Prof. John Hope Franklin was one of the nation’s leading historians, a towering figure who helped define the field of African American history. This fall, the pioneering University of Chicago scholar will be recognized with an eponymous lecture series that furthers the intellectual traditions he once led.
On Oct. 2-4, UChicago’s Department of History will launch the John Hope Franklin Lectures, honoring the late faculty member whose legacy continues to resonate through modern scholarship. Debuting as a three-day event titled “Slavery and its Afterlives,” the lectures will shine a light on the work of Franklin and other scholars on the history of slavery and the African diaspora. The series is co-sponsored by the Division of the Social Sciences and the Center for the Study of Race, Politics, and Culture.
Among those organizing the event is Prof. Jonathan Levy, who called it part of an ongoing revitalization of such research at UChicago—which has been home to preeminent scholars of slavery, emancipation and their ensuing impacts. He anticipates the John Hope Franklin Lectures becoming an annual event, bringing together scholars from throughout the world.
“This field of study was built through a lot of hard-fought struggles by people like John Hope Franklin,” said Levy, professor in the Department of History and the John U. Nef Committee on Social Thought. “The research is important, and we are proud to be investing in it.”
Born in 1915, Franklin is perhaps best known for the groundbreaking book From Slavery to Freedom: A History of Negro Americans, which has been continuously updated and used in history courses since its publication in 1947.
“My challenge was to weave into the fabric of American history enough of the presence of blacks so that the story of the United States could be told adequately and fairly,” Franklin said in 1997, during a celebration of the book’s 50th anniversary. “That was terribly important.”
Franklin served on the UChicago faculty from 1964-82. He was the first African American to chair a history department at a majority white institution—taking that post at Brooklyn College in 1956—as well as the first to serve as president of both the American Historical Association and the Organization of American Historians. He also taught at a number of historically black colleges and universities, including Fisk University and Howard University. In 1995, Bill Clinton awarded Franklin the Presidential Medal of Freedom, the nation’s highest civilian honor.
Free and open to the public, the John Hope Franklin Lectures will include lectures and a panel discussion with several prominent scholars. New York University’s Jennifer Morgan will discuss her research on the intersections of race and gender, while Harvard University’s Vincent Brown will present a lecture on his book Tacky’s Revolt: The Story of an Atlantic Slave War.

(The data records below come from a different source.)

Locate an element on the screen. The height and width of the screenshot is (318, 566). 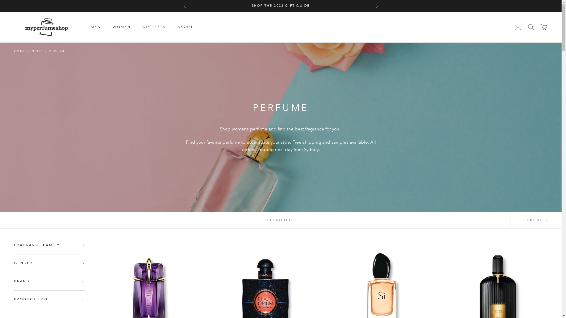
HOME is located at coordinates (20, 51).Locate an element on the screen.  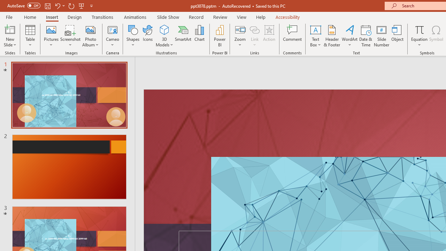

The three-day series will conclude with a roundtable moderated by Asst. Prof. Destin Jenkins. In addition to Morgan and Brown, the panel will feature a trio of UChicago historians: Assoc. Prof. Emerita Julie Saville, Assoc. Prof. Adam Green and Prof. Brodwyn Fischer. Sarah Jessica Johnson, a provost’s postdoctoral fellow in English, also will participate.
Click here to see the full event schedule.
—Story adapted from an article on the Division of the Social Sciences website.